The ancient Egyptian and Greek symbol of a snake eating its tail, Ouroboros, is also the inspiration for the three-part art installation by U-M Stamps Roman J. Witt artist-in-residence Machine Dazzle (né Matthew Flower). The resident artist works jointly with students and faculty to create a work of art: Ouroboros, a room-sized “snake” that hangs from the ceiling at UMMA’s Irving Stenn Jr. Family Gallery.
Dazzle gleaned trash from local bodies of water, trash bins, and streets, then reformed it into flowers, face-like detergent bottles, watermelons, digitally formed human genitals, and more that hang inside and spill outside the sculpture. He made the soundtrack by crushing, pouring, and tapping the found objects in water.
Fascinated by his Penny Stamps lecture at the Michigan Theater, I was eager to go to the opening. In the dusk outside the museum, the chandelier-like Ouroboros was already drawing a crowd. Once indoors, we all looked up, fascinated by the plethora of colors, shapes, and light.

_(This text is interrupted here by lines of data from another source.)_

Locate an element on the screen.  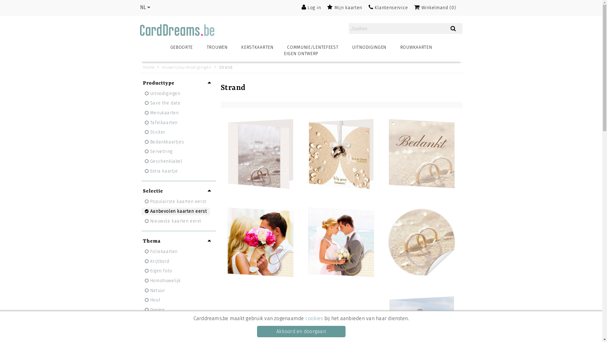
 Save the date is located at coordinates (163, 103).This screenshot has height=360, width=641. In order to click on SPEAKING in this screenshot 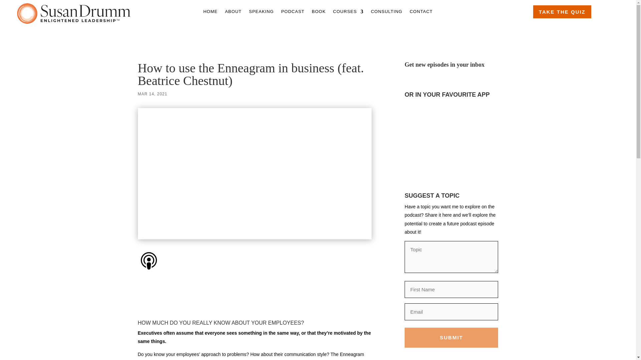, I will do `click(261, 13)`.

Dazzle calls himself a “radical queer, emotionally driven, instinct-based concept artist and thinker trapped in the role of costume designer, sometimes”—the last because when he arrived in New York in 1994, his wearable art made such a splash that club kids and drag queens began commissioning outfits from him. More recently, he’s designed costumes for Met Gala attendees.
The Guggenheim Museum and the Rockefeller Brothers Fund commissioned his Covid-inspired Ghost Town in the Sky. His collaboration with actor, playwright, and performance artist Taylor Mac, the Pulitzer Prize–nominated performance piece Taylor Mac’s 24-Decade History of Popular Music, can be seen on Max (HBO), and costumes he created for it were displayed in his 2022 solo exhibition, Queer Maximalism x Machine Dazzle, at New York City’s Museum of Arts and Design.
At the opening, Dazzle said the message of Ouroboros is about “destroying the planet, understanding that the human race is one more of Mother Nature’s vicious cycles ravaging the earth. The destruction of dinosaurs, the Ice Age—[and now] the human race is a natural disaster. And so the Ouroboros symbolizes life and death and rebirth and eternity forever. And how we create garbage and become garbage every time we eat something. There are microplastics in all kinds of things. … If plastic water bottles float in the ocean long enough, life will start being formed around these shapes.”
Dazzle’s first act of his three-act installation followed his Penny W. Stamps lecture at the Michigan Theater on March 14, followed by a second act on May 1st where creations by U-M students on similar themes were incorporated within Ouroboros. The final act, coinciding with LGBTQ Pride Month, begins with a show on June 14, where performers will wear costumes made from the deconstruction of Ouroboros. The exhibit runs from March 14 through August 25.